Not necessarily. You can build similar workflows with any infrastructure that supports declarative configuration (Terraform, Ansible, custom tools). Shaped is purpose-built for retrieval, so the workflow is simpler.
Q: Won’t GitOps slow down my experimentation?
The opposite. PR review actually accelerates experiments because multiple people can spot issues before production, you can revert instantly if something breaks, staging deploys are automatic and fast, and you have a complete history of what worked.
Q: What if I need to change ranking in real-time (e.g., emergency flash sale)?

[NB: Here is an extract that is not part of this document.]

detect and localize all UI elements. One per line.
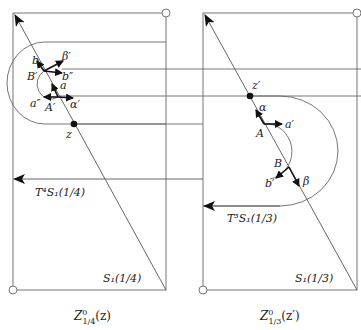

Shaped supports both static (versioned) and dynamic configuration. You can have base rankings in Git and override them via API for time-limited events.
Q: How do I handle secrets (API keys, model credentials)?
Keep secrets in GitHub Secrets or your CI/CD provider. The YAML references them by name but never contains actual values.
Q: Can I revert just the ranking formula without changing filters?
Yes. Each component (embeddings, models, filters, signals) is independently versioned. You can rollback any single piece.
Getting Started
To implement GitOps for your AI agents:
- Audit your current setup — Where does your retrieval logic live? (code, env, UI, DB?)
- Export to declarative format — Convert it to YAML. This is a one-time effort.
- Set up CI/CD — Add validation and deployment steps to your pipeline
- Build in stages — Start with staging, validate, then production
- Monitor and iterate — Track which experiments work, commit winners to main
The investment pays for itself the first time you need to rollback, debug, or run an A/B test.